To practice using pointers and arrays i’m trying to do a simple program capable of converting a binary input to denary.. i think i have a good idea for the logic but i haven’t even got round to trying to implement it because im struggling to get my for loop running!
It seems silly but i know the code inside the for loop works fine outside of it, so it must be something wrong with the condition..? im trying to start at the back of the char array (navigating using pointers) and output each char(as an int) up to the first element.

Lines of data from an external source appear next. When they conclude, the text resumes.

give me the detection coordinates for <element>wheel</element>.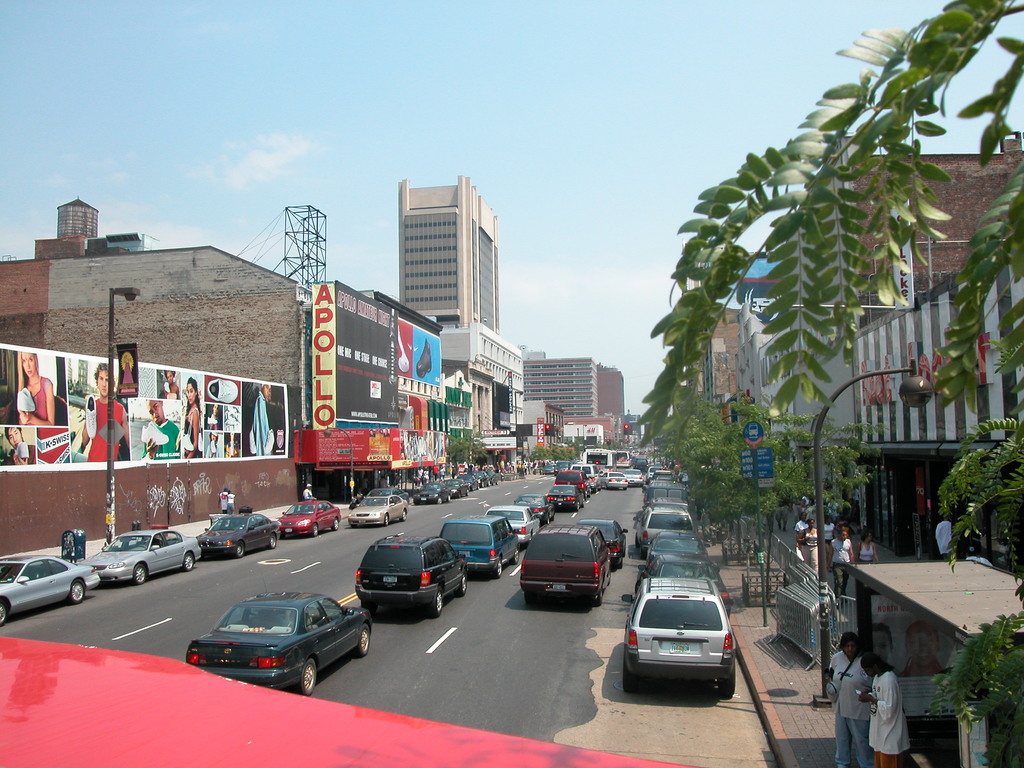
BBox(543, 516, 550, 525).
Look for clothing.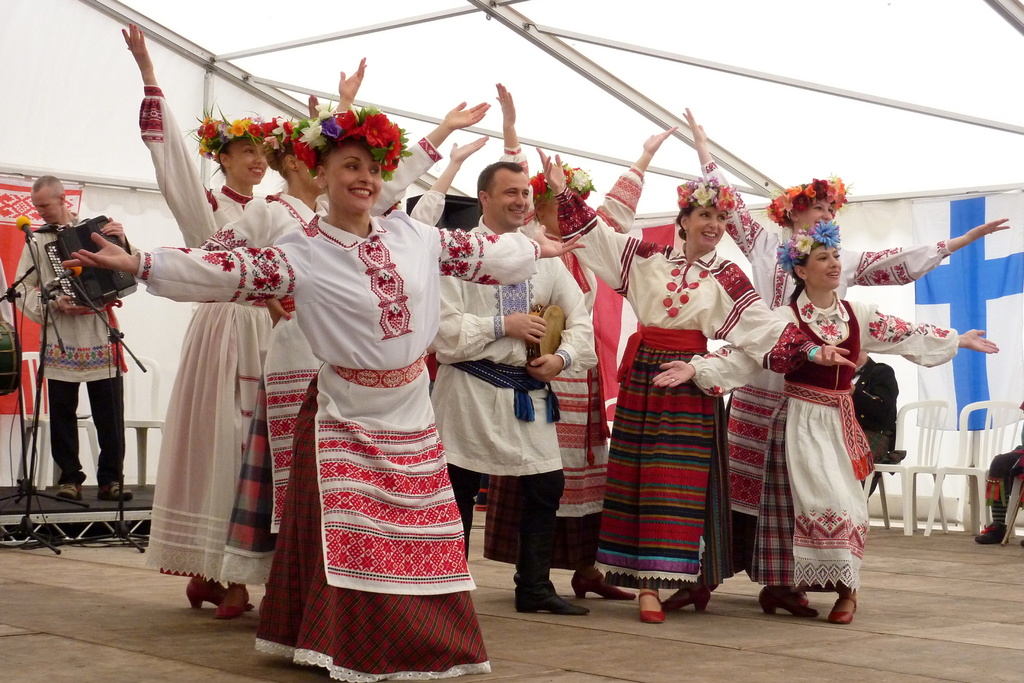
Found: detection(481, 207, 665, 562).
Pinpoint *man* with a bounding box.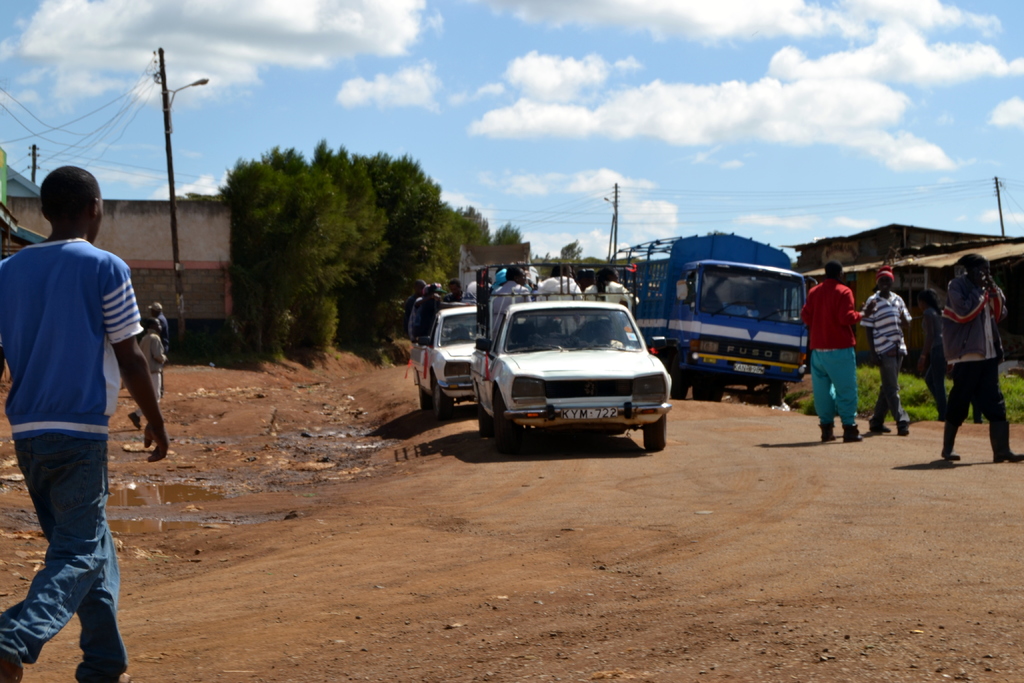
869, 269, 908, 434.
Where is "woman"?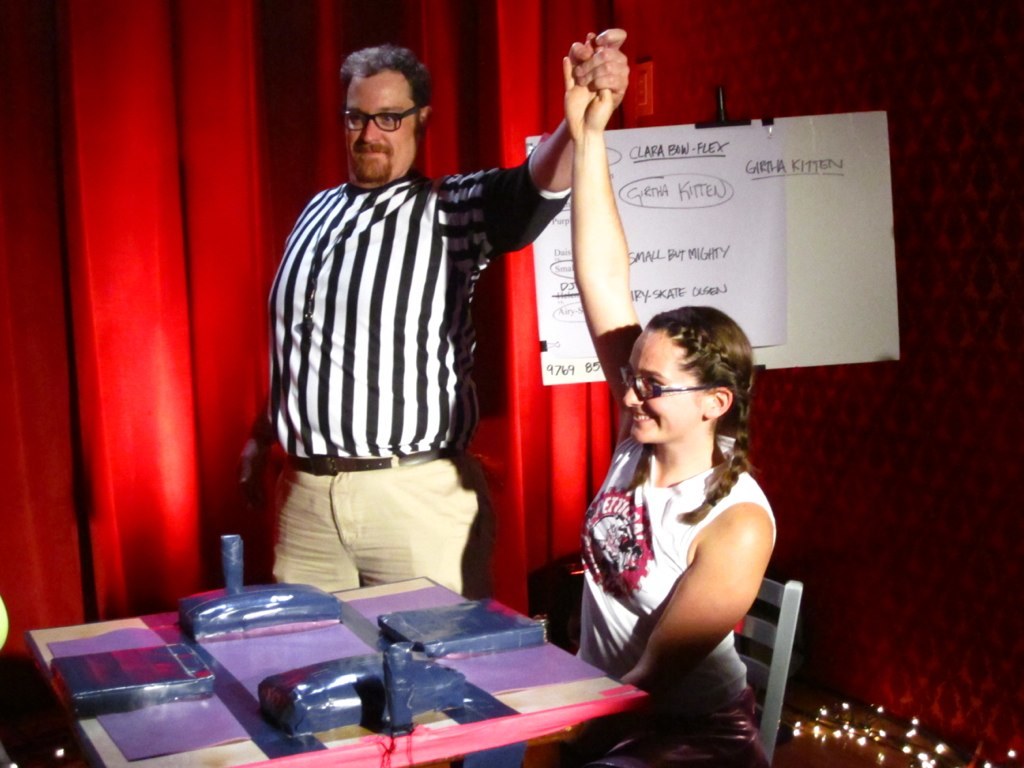
detection(519, 32, 776, 767).
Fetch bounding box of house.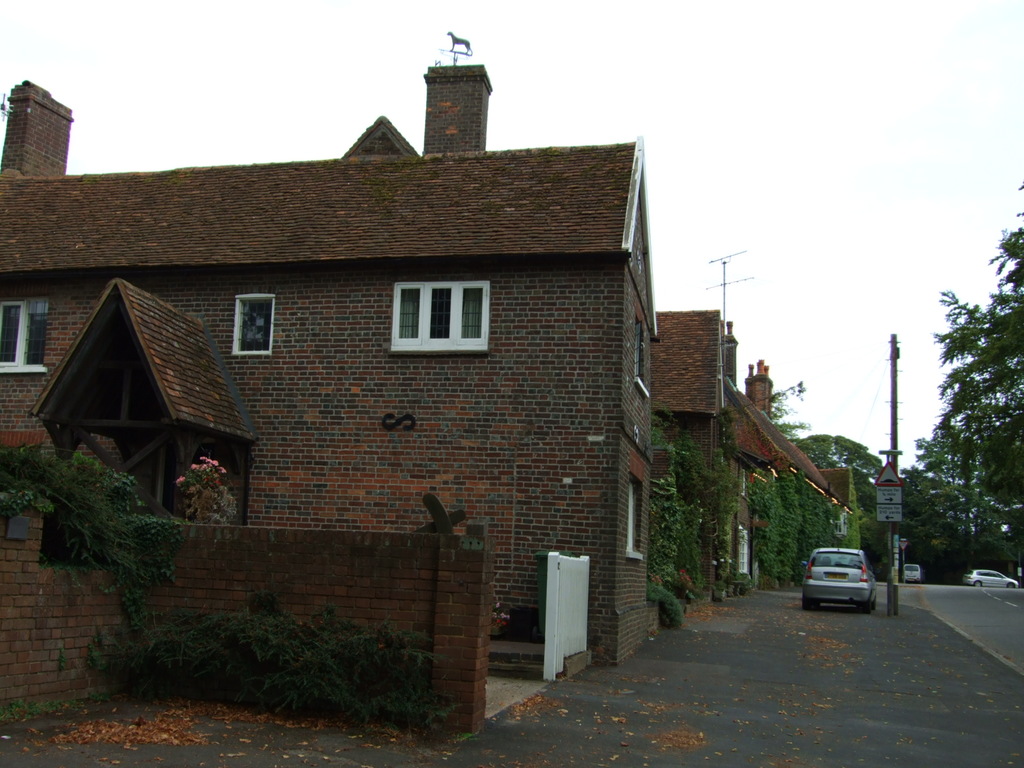
Bbox: region(0, 33, 662, 682).
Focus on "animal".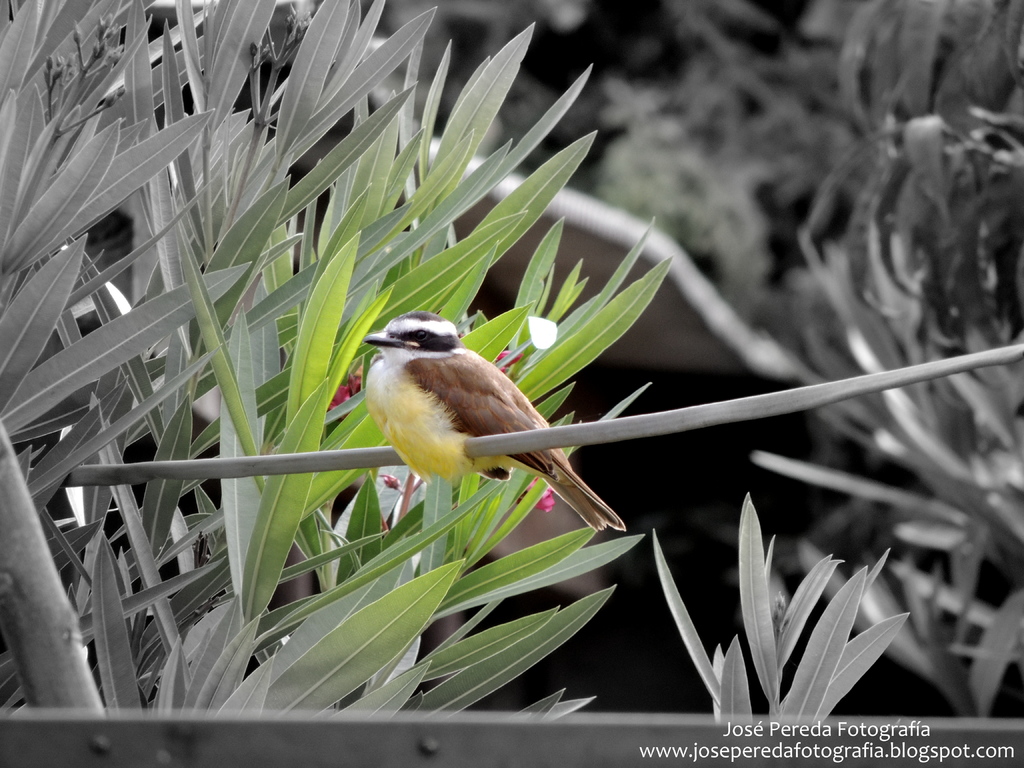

So the desired output is “0 – 1 – 0 – 1 -“
#include <iostream>
using std::cout;
using std::endl;
//prototypes
void binaryToDenary(const char* input, int& inputLength);
int main(){
const char binaryInput[] = {1,0,1,0};
int inputLength = sizeof(binaryInput)/sizeof(binaryInput[0]);
binaryToDenary(binaryInput, inputLength);
return 0;
}
void binaryToDenary(const char* input, int& inputLength){
//testing some stuff--- this all works as expected
//cout << input[2] << " " << (int)*(input+2) << " " << inputLength <<endl;
int i;
for(i = inputLength; i < 0; i--){
cout << (int)*(input+i) << " - ";
}
}
Your
forloop should be this:There are two problems in your code:
i = inputLengthwhich should bei = inputLength -1i < 0which should bei >= 0Also, change the second parameter type from
int &toint:The type
int&reduces the use cases, and benefits almost nothing. If you useint &, then all of these would give compilation error:So use
int, and all of the above would compile fine!